Wednesday, September 30, 2009

Peace in Rio Del Mar



We just returned from a trip to Pinecrest Lake in the Sierras, just north of Yosmite, 1 mile west of Strawberry. We camped in site C14. A great location private, peaceful, not too close to the road and not too far from the lake or the store. The weather was perfect for most, but more hot and dry than I prefer. We took the 4.5 mile hike around the lake where there are fantastic views of the surrounding granite mountains, trees, and the lake itself.

Most of the people we encountered were oddly from the Santa Cruz area. We exchange numbers with one retired couple and plan to have them for over for dinner soon. We also ran into members of the Santa Cruz Fire Department during our lake hike. Nice strong men on the go.

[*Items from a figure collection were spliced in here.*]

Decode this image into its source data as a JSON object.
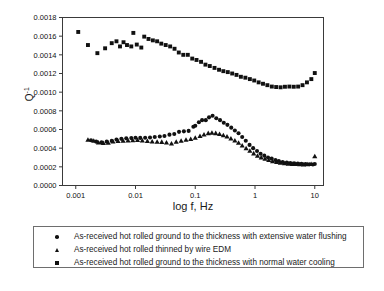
{
  "chart_data": {
    "type": "scatter",
    "title": "",
    "xlabel": "log f, Hz",
    "ylabel": "Q-1",
    "ylabel_base": "Q",
    "ylabel_exp": "-1",
    "xscale": "log",
    "xlim": [
      0.0006,
      14
    ],
    "ylim": [
      0.0,
      0.0018
    ],
    "grid": false,
    "legend_position": "below-plot",
    "xticks": [
      0.001,
      0.01,
      0.1,
      1,
      10
    ],
    "xticklabels": [
      "0.001",
      "0.01",
      "0.1",
      "1",
      "10"
    ],
    "yticks": [
      0.0,
      0.0002,
      0.0004,
      0.0006,
      0.0008,
      0.001,
      0.0012,
      0.0014,
      0.0016,
      0.0018
    ],
    "yticklabels": [
      "0.0000",
      "0.0002",
      "0.0004",
      "0.0006",
      "0.0008",
      "0.0010",
      "0.0012",
      "0.0014",
      "0.0016",
      "0.0018"
    ],
    "series": [
      {
        "name": "As-received hot rolled ground to the thickness with extensive water flushing",
        "marker": "circle",
        "color": "#111111",
        "points": [
          [
            0.0018,
            0.000485
          ],
          [
            0.0022,
            0.00047
          ],
          [
            0.0027,
            0.000462
          ],
          [
            0.0033,
            0.00047
          ],
          [
            0.004,
            0.000478
          ],
          [
            0.0048,
            0.000492
          ],
          [
            0.0058,
            0.0005
          ],
          [
            0.007,
            0.000505
          ],
          [
            0.0085,
            0.000508
          ],
          [
            0.01,
            0.000512
          ],
          [
            0.012,
            0.00051
          ],
          [
            0.0145,
            0.000512
          ],
          [
            0.0175,
            0.000515
          ],
          [
            0.021,
            0.00052
          ],
          [
            0.0255,
            0.000525
          ],
          [
            0.0305,
            0.00053
          ],
          [
            0.037,
            0.000545
          ],
          [
            0.0445,
            0.000552
          ],
          [
            0.0535,
            0.000575
          ],
          [
            0.0645,
            0.00058
          ],
          [
            0.0775,
            0.000585
          ],
          [
            0.093,
            0.00063
          ],
          [
            0.1,
            0.00064
          ],
          [
            0.115,
            0.000678
          ],
          [
            0.13,
            0.0007
          ],
          [
            0.15,
            0.0007
          ],
          [
            0.17,
            0.00073
          ],
          [
            0.195,
            0.000748
          ],
          [
            0.225,
            0.00072
          ],
          [
            0.26,
            0.0007
          ],
          [
            0.3,
            0.000672
          ],
          [
            0.345,
            0.00065
          ],
          [
            0.4,
            0.00062
          ],
          [
            0.46,
            0.00059
          ],
          [
            0.53,
            0.00056
          ],
          [
            0.61,
            0.00052
          ],
          [
            0.7,
            0.00048
          ],
          [
            0.81,
            0.000435
          ],
          [
            0.93,
            0.0004
          ],
          [
            1.08,
            0.00037
          ],
          [
            1.24,
            0.00034
          ],
          [
            1.43,
            0.00032
          ],
          [
            1.65,
            0.0003
          ],
          [
            1.9,
            0.000288
          ],
          [
            2.2,
            0.000272
          ],
          [
            2.5,
            0.000262
          ],
          [
            2.9,
            0.000252
          ],
          [
            3.4,
            0.000245
          ],
          [
            3.9,
            0.00024
          ],
          [
            4.5,
            0.000238
          ],
          [
            5.2,
            0.000235
          ],
          [
            6.0,
            0.000233
          ],
          [
            7.0,
            0.00023
          ],
          [
            8.1,
            0.000228
          ],
          [
            9.3,
            0.000225
          ],
          [
            10.0,
            0.00023
          ]
        ]
      },
      {
        "name": "As-received hot rolled thinned by wire EDM",
        "marker": "triangle",
        "color": "#111111",
        "points": [
          [
            0.0016,
            0.000492
          ],
          [
            0.002,
            0.00048
          ],
          [
            0.0024,
            0.000462
          ],
          [
            0.0029,
            0.000455
          ],
          [
            0.0035,
            0.000458
          ],
          [
            0.0042,
            0.000472
          ],
          [
            0.0051,
            0.000478
          ],
          [
            0.0062,
            0.00048
          ],
          [
            0.0075,
            0.000482
          ],
          [
            0.009,
            0.000485
          ],
          [
            0.0108,
            0.000488
          ],
          [
            0.013,
            0.000482
          ],
          [
            0.0158,
            0.000478
          ],
          [
            0.019,
            0.000472
          ],
          [
            0.023,
            0.00047
          ],
          [
            0.0275,
            0.000468
          ],
          [
            0.033,
            0.000462
          ],
          [
            0.04,
            0.00045
          ],
          [
            0.048,
            0.00047
          ],
          [
            0.058,
            0.00048
          ],
          [
            0.07,
            0.00049
          ],
          [
            0.084,
            0.0005
          ],
          [
            0.1,
            0.000512
          ],
          [
            0.12,
            0.00053
          ],
          [
            0.14,
            0.000548
          ],
          [
            0.165,
            0.000562
          ],
          [
            0.19,
            0.000565
          ],
          [
            0.22,
            0.000562
          ],
          [
            0.255,
            0.000552
          ],
          [
            0.295,
            0.00054
          ],
          [
            0.34,
            0.000525
          ],
          [
            0.395,
            0.000505
          ],
          [
            0.46,
            0.000482
          ],
          [
            0.53,
            0.000458
          ],
          [
            0.61,
            0.00043
          ],
          [
            0.71,
            0.0004
          ],
          [
            0.82,
            0.000372
          ],
          [
            0.95,
            0.000345
          ],
          [
            1.1,
            0.00032
          ],
          [
            1.27,
            0.000302
          ],
          [
            1.47,
            0.000288
          ],
          [
            1.7,
            0.000275
          ],
          [
            1.97,
            0.000262
          ],
          [
            2.3,
            0.000252
          ],
          [
            2.65,
            0.000245
          ],
          [
            3.1,
            0.00024
          ],
          [
            3.6,
            0.000235
          ],
          [
            4.2,
            0.000232
          ],
          [
            4.8,
            0.00023
          ],
          [
            5.6,
            0.000228
          ],
          [
            6.5,
            0.000226
          ],
          [
            7.5,
            0.000228
          ],
          [
            8.7,
            0.000232
          ],
          [
            10.0,
            0.000315
          ]
        ]
      },
      {
        "name": "As-received hot rolled ground to the thickness with normal water cooling",
        "marker": "square",
        "color": "#111111",
        "points": [
          [
            0.0011,
            0.001645
          ],
          [
            0.0016,
            0.001505
          ],
          [
            0.0023,
            0.001418
          ],
          [
            0.0031,
            0.00147
          ],
          [
            0.004,
            0.001525
          ],
          [
            0.0048,
            0.001545
          ],
          [
            0.0055,
            0.00149
          ],
          [
            0.0063,
            0.001535
          ],
          [
            0.0072,
            0.001505
          ],
          [
            0.0085,
            0.00149
          ],
          [
            0.0092,
            0.001635
          ],
          [
            0.0105,
            0.00151
          ],
          [
            0.0125,
            0.001478
          ],
          [
            0.014,
            0.001595
          ],
          [
            0.0165,
            0.00157
          ],
          [
            0.0195,
            0.001555
          ],
          [
            0.023,
            0.001545
          ],
          [
            0.027,
            0.00152
          ],
          [
            0.032,
            0.001505
          ],
          [
            0.038,
            0.00149
          ],
          [
            0.045,
            0.001465
          ],
          [
            0.053,
            0.001425
          ],
          [
            0.063,
            0.0014
          ],
          [
            0.075,
            0.0014
          ],
          [
            0.089,
            0.00136
          ],
          [
            0.105,
            0.001345
          ],
          [
            0.125,
            0.001325
          ],
          [
            0.148,
            0.001295
          ],
          [
            0.175,
            0.00128
          ],
          [
            0.21,
            0.00126
          ],
          [
            0.25,
            0.00124
          ],
          [
            0.295,
            0.001225
          ],
          [
            0.35,
            0.001215
          ],
          [
            0.415,
            0.0012
          ],
          [
            0.49,
            0.001185
          ],
          [
            0.58,
            0.001165
          ],
          [
            0.69,
            0.001155
          ],
          [
            0.82,
            0.00114
          ],
          [
            0.97,
            0.001125
          ],
          [
            1.15,
            0.001105
          ],
          [
            1.36,
            0.00109
          ],
          [
            1.61,
            0.001075
          ],
          [
            1.91,
            0.00106
          ],
          [
            2.26,
            0.001055
          ],
          [
            2.68,
            0.001052
          ],
          [
            3.17,
            0.001058
          ],
          [
            3.76,
            0.00106
          ],
          [
            4.45,
            0.001058
          ],
          [
            5.27,
            0.00106
          ],
          [
            6.24,
            0.001075
          ],
          [
            7.4,
            0.001105
          ],
          [
            8.76,
            0.00114
          ],
          [
            10.0,
            0.001205
          ]
        ]
      }
    ]
  },
  "legend": {
    "entries": [
      {
        "marker": "circle",
        "label": "As-received hot rolled ground to the thickness with extensive water flushing"
      },
      {
        "marker": "triangle",
        "label": "As-received hot rolled thinned by wire EDM"
      },
      {
        "marker": "square",
        "label": "As-received hot rolled ground to the thickness with normal water cooling"
      }
    ]
  }
}
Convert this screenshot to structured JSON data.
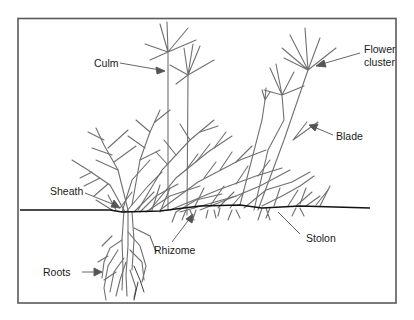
{
  "diagram": {
    "labels": {
      "culm": "Culm",
      "flower_cluster_line1": "Flower",
      "flower_cluster_line2": "cluster",
      "blade": "Blade",
      "sheath": "Sheath",
      "rhizome": "Rhizome",
      "stolon": "Stolon",
      "roots": "Roots"
    },
    "colors": {
      "plant": "#6e6e6e",
      "ground_line": "#111111",
      "border": "#555555",
      "label_text": "#1a1a1a"
    }
  }
}
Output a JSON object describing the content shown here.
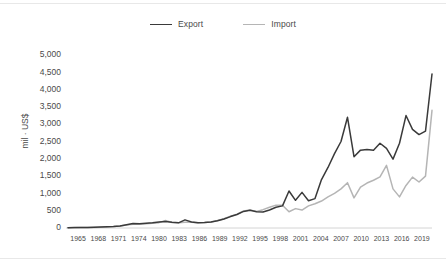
{
  "chart_data": {
    "type": "line",
    "title": "",
    "xlabel": "",
    "ylabel": "mil · US$",
    "ylim": [
      0,
      5000
    ],
    "ytick_labels": [
      "5,000",
      "4,500",
      "4,000",
      "3,500",
      "3,000",
      "2,500",
      "2,000",
      "1,500",
      "1,000",
      "500",
      "0"
    ],
    "ytick_values": [
      5000,
      4500,
      4000,
      3500,
      3000,
      2500,
      2000,
      1500,
      1000,
      500,
      0
    ],
    "xtick_labels": [
      "1965",
      "1968",
      "1971",
      "1974",
      "1980",
      "1983",
      "1986",
      "1989",
      "1992",
      "1995",
      "1998",
      "2001",
      "2004",
      "2007",
      "2010",
      "2013",
      "2016",
      "2019"
    ],
    "grid": false,
    "legend_position": "top-center",
    "x": [
      1965,
      1966,
      1967,
      1968,
      1969,
      1970,
      1971,
      1972,
      1973,
      1974,
      1975,
      1976,
      1977,
      1978,
      1979,
      1980,
      1981,
      1982,
      1983,
      1984,
      1985,
      1986,
      1987,
      1988,
      1989,
      1990,
      1991,
      1992,
      1993,
      1994,
      1995,
      1996,
      1997,
      1998,
      1999,
      2000,
      2001,
      2002,
      2003,
      2004,
      2005,
      2006,
      2007,
      2008,
      2009,
      2010,
      2011,
      2012,
      2013,
      2014,
      2015,
      2016,
      2017,
      2018,
      2019,
      2020,
      2021
    ],
    "series": [
      {
        "name": "Export",
        "color": "#3a3a3a",
        "values": [
          10,
          12,
          14,
          18,
          22,
          28,
          35,
          45,
          60,
          95,
          130,
          120,
          135,
          150,
          170,
          185,
          165,
          150,
          235,
          175,
          150,
          160,
          175,
          210,
          260,
          330,
          390,
          480,
          510,
          470,
          460,
          520,
          600,
          640,
          1070,
          800,
          1030,
          790,
          850,
          1400,
          1750,
          2150,
          2500,
          3200,
          2060,
          2250,
          2270,
          2250,
          2450,
          2300,
          1990,
          2450,
          3250,
          2850,
          2700,
          2800,
          4450
        ]
      },
      {
        "name": "Import",
        "color": "#b5b5b5",
        "values": [
          8,
          10,
          12,
          15,
          18,
          24,
          30,
          40,
          55,
          85,
          110,
          105,
          120,
          135,
          155,
          215,
          160,
          150,
          165,
          165,
          150,
          160,
          175,
          215,
          270,
          340,
          400,
          490,
          520,
          480,
          530,
          600,
          660,
          660,
          470,
          560,
          520,
          640,
          700,
          780,
          900,
          1000,
          1130,
          1310,
          870,
          1180,
          1300,
          1380,
          1480,
          1810,
          1130,
          900,
          1230,
          1470,
          1330,
          1500,
          3400
        ]
      }
    ]
  },
  "legend": {
    "entries": [
      {
        "label": "Export"
      },
      {
        "label": "Import"
      }
    ]
  }
}
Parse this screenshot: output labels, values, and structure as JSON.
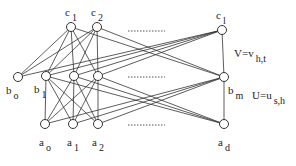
{
  "diagram": {
    "colors": {
      "line": "#333333",
      "node_fill": "#ffffff",
      "dots": "#555555"
    },
    "nodes": {
      "c1": {
        "x": 71,
        "y": 27,
        "label": "c",
        "sub": "1"
      },
      "c2": {
        "x": 97,
        "y": 27,
        "label": "c",
        "sub": "2"
      },
      "cl": {
        "x": 222,
        "y": 30,
        "label": "c",
        "sub": "l"
      },
      "b0": {
        "x": 18,
        "y": 77,
        "label": "b",
        "sub": "o"
      },
      "b1": {
        "x": 46,
        "y": 76,
        "label": "b",
        "sub": "1"
      },
      "b2": {
        "x": 74,
        "y": 76
      },
      "b3": {
        "x": 98,
        "y": 76
      },
      "bm": {
        "x": 224,
        "y": 77,
        "label": "b",
        "sub": "m"
      },
      "a0": {
        "x": 45,
        "y": 124,
        "label": "a",
        "sub": "o"
      },
      "a1": {
        "x": 73,
        "y": 124,
        "label": "a",
        "sub": "1"
      },
      "a2": {
        "x": 98,
        "y": 124,
        "label": "a",
        "sub": "2"
      },
      "ad": {
        "x": 224,
        "y": 124,
        "label": "a",
        "sub": "d"
      }
    },
    "annotations": {
      "v_eq": {
        "main": "V=v",
        "sub": "h,t"
      },
      "u_eq": {
        "main": "U=u",
        "sub": "s,h"
      }
    },
    "dotted_rows_y": [
      31,
      77,
      125
    ]
  }
}
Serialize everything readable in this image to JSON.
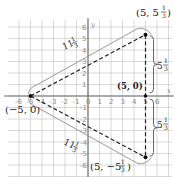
{
  "diagram": {
    "x_axis": {
      "name": "x",
      "min": -6,
      "max": 6,
      "ticks": [
        "-6",
        "-5",
        "-4",
        "-3",
        "-2",
        "-1",
        "0",
        "1",
        "2",
        "3",
        "4",
        "5",
        "6"
      ]
    },
    "y_axis": {
      "name": "y",
      "min": -6,
      "max": 6,
      "ticks": [
        "6",
        "5",
        "4",
        "3",
        "2",
        "1",
        "-1",
        "-2",
        "-3",
        "-4",
        "-5",
        "-6"
      ]
    },
    "vertices": [
      {
        "id": "left",
        "x": -5,
        "y": 0,
        "label": "(−5, 0)"
      },
      {
        "id": "top",
        "x": 5,
        "y": 5.3333,
        "label_main": "(5, 5",
        "label_frac_num": "1",
        "label_frac_den": "3",
        "label_close": ")"
      },
      {
        "id": "bottom",
        "x": 5,
        "y": -5.3333,
        "label_main": "(5, −5",
        "label_frac_num": "1",
        "label_frac_den": "3",
        "label_close": ")"
      }
    ],
    "foot_point": {
      "x": 5,
      "y": 0,
      "label": "(5, 0)"
    },
    "side_lengths": {
      "upper_slant": {
        "whole": "11",
        "num": "1",
        "den": "3"
      },
      "lower_slant": {
        "whole": "11",
        "num": "1",
        "den": "3"
      },
      "upper_vertical": {
        "whole": "5",
        "num": "1",
        "den": "3"
      },
      "lower_vertical": {
        "whole": "5",
        "num": "1",
        "den": "3"
      }
    }
  }
}
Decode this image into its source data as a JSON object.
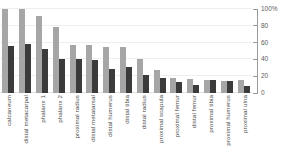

I took an inflatable raft onto the lake to fish. It was too small and difficult to maneuver, the ore locks are in the wrong place. They were too close to me, the ore jamming my body. After I managed to squirm 180 degrees to the opposite end, they were too far away. It was even more difficult fishing from the thing. I plan on selling it on craigs list. I rowed across the lake and trolled a spinning lure which was hit with a good strike about mid way into the lake. I thought it was strange that the fish wasn't caught on that big sharp treble hook. I found a spot on the south side of the lake where the fish were hitting the surface all around and stopped. Changed to power bait and casted. The bait snagged on the bottom immediately. I pulled the line and it dragged my rubber dingy directly over the bolder or log I'd caught below. Suddenly there was a snap and my pole was broken in half. I was in shock and couldn't believe what had just happened, it was surreal. In 45 years of fishing I've never experienced this before. I was also hoping that no one on shore noticed the red faced idiot with the half pole in the rubber dingy. I left the area immediately and switch to the backup fly rod. Casted about with a dry fly in a cramped manner. After a couple hours I needed a bathroom and to get out of that thing so I decided to head in. At that moment a fish struck my fly and came toward me. Reeling in I felt a couple of good strong exciting tugs and had the immediate thought that I could fish all day. Then suddenly the fish was gone and the fly was free. Once again I found myself trying to comprehend how that could happen. I rowed in. Everyone that I talked with later told me that it was a slow day and they had caught only 3 or 4 fish. Next time I'll just fish from shore.

The last morning I wanted to make Cyndi a gourmet breakfast, pancakes and bacon, with orange juice and hot coffee. I mixed the batter using milk instead of water, added our remaining two eggs, not called for in the recipe, and threw in plenty of blueberries. The bacon was cooking and the first 3 pancakes were on the griddle.. Cyndi emerged from the tent to find me standing proudly at the cook stove, a perfect campfire burning, table set for breakfast, hot coffee ready and the smell of bacon in the air. Then it happened. Small hard green spiked pine cones began falling like bombs from 60 feet above out of the three log pole pines surrounding our dinning area. Cyndi yelled look out and ran back toward the tent. I was afraid to look up for fear of being hit in the face. I said "don't worry it's unlikely that we'll be hit" as I attempted to calculate the actual odds of being beaned by one of the projectiles. But it was as if the little tree squirrel had had plenty of practice. A moment later I was hit with a painful grazing strike to my back just missing my head. I yelled "ow" moved toward the pancakes to turn them as a direct hit landed in the center of the griddle sending batter flying everywhere and onto my sweat shirt. I retreated to the tent where Cyndi had taken shelter. In a couple minutes the bombardment ceased and I finished the breakfast. The pancakes were great!

Highly recommended, remember C14!!

We returned home in at 10:30 pm pulled into the driveway stopped the engine and got out. We both stood there for a moment and realized that this was the most quit moment we had experienced in 4 days, dead silent and perfect cool moist ocean air. It was good to be back home in the paradise Rio Del Mar again.